Run the software under AGPL and dual license it under a closed or restricted usage license if a customer doesn't want to use the AGPL license.

Instead we have people electing to create restrictive licenses with varying degrees of "use the software however you like unless we don't like you or your business" baked into them.

The dual full free + restrictive license model has worked very well in the past for FOSS based companies. Let people who are fine contributing back to your project and/or open their project up use it however they please and let everyone who doesn't like those terms pay for it like standard commercial software instead.




I like the idea, will have to read AGPL. In my mind an ideal version would be, when translated from legalese:

If your business is just an extension of the underlying software (the source) and you don't want to open source your part of the work, then pay a commercial license.

If your business uses the software (the source) just as an ancillary part most probably you're ok to source back any improvements back and keep them open source (no need to pay). If it's ancillary and you need to keep them closed, then pay for licensing anyway.

The only thing I don't understand but seen many time mentioned is the "infecting" nature of the GPL licensing?


The "infection" is the feature that makes GPL and AGPL useful. The basic idea is that if you are interfacing with the (A)GPL licensed software you are extending it's functionality and must comply with the license. The difference is that the interfacing with GPL is statically linking against the project. With AGPL the interfacing is also interfacing over the network. What this means is that software that clients or peers interacting with the software need to be available to the user. An additional stipulation for AGPL is that all necessary infrastructure to host the service be open sourced as well.

The reason for this is to prevent people from creating wrappers that allow them to profit off the licensed software without contributing back or open sourcing. The key thing to note is that you don't have to upstream changes. You only have to provide the source to users (and the license protections extend to them). This means you can still sell GPL and AGPL software but you do have to provide full usage permissions to the user once they've bought the product.
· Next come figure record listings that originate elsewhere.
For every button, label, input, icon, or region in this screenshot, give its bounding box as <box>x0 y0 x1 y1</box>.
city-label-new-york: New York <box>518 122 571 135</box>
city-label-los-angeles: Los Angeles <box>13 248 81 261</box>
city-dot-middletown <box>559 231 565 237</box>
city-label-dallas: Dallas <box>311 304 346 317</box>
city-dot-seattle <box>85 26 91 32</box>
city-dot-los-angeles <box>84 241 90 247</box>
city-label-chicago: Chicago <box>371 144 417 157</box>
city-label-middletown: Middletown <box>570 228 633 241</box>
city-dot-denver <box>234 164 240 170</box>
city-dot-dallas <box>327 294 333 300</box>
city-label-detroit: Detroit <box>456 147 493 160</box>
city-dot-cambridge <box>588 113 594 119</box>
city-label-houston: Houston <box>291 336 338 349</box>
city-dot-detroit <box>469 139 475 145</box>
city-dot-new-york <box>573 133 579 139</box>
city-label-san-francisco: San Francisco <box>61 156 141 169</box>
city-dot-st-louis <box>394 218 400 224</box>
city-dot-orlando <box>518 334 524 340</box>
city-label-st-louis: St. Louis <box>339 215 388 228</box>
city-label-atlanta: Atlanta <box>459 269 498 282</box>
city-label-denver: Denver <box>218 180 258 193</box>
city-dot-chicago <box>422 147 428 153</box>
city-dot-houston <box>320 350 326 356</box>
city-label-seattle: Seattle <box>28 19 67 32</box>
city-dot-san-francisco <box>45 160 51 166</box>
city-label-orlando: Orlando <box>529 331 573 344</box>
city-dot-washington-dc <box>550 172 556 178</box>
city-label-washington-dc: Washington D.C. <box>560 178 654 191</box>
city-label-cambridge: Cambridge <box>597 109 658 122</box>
As a side note: I've always found it amusing that government contractors have traditionally been very afraid of (A)GPL despite being required to provide (A)GPL-esque usage permissions to the customer/government. Most of this I imagine is due to a fundamental misunderstanding that providing source to the user doesn't mean publicly make source available for everyone.

Now if you have an AGPL or GPL licensed dependency and you want to dual(+commercial) license your project, you have to work out a commercial license agreement with the dependency's maintainer. If a project has (A)GPL dependencies and doesn't have a commercial license but you'd like to use one, you'd have to work out commercial licenses with the project and all the dependencies (or have the project maintainer work said license out).

This infection effectively enforces users to either share their software or "pay" for all of it which is arguably a good thing for the health of the ecosystem as a whole. If (A)GPL+commercial licensure was standard practice, we likely wouldn't be seeing the [OpenSSL/xkcd-2347](https://xkcd.com/2347/) issue keep popping up time and again.

TLDR: The "infection" forces users/developers to either respect the "free" terms or pay for the full value of the software.


Can you think of any successful AGPL + commercial license examples? I like the idea


Off a quick google search Ghostscript, Bitwarden, Berkeley DB, and Instructure Canvas.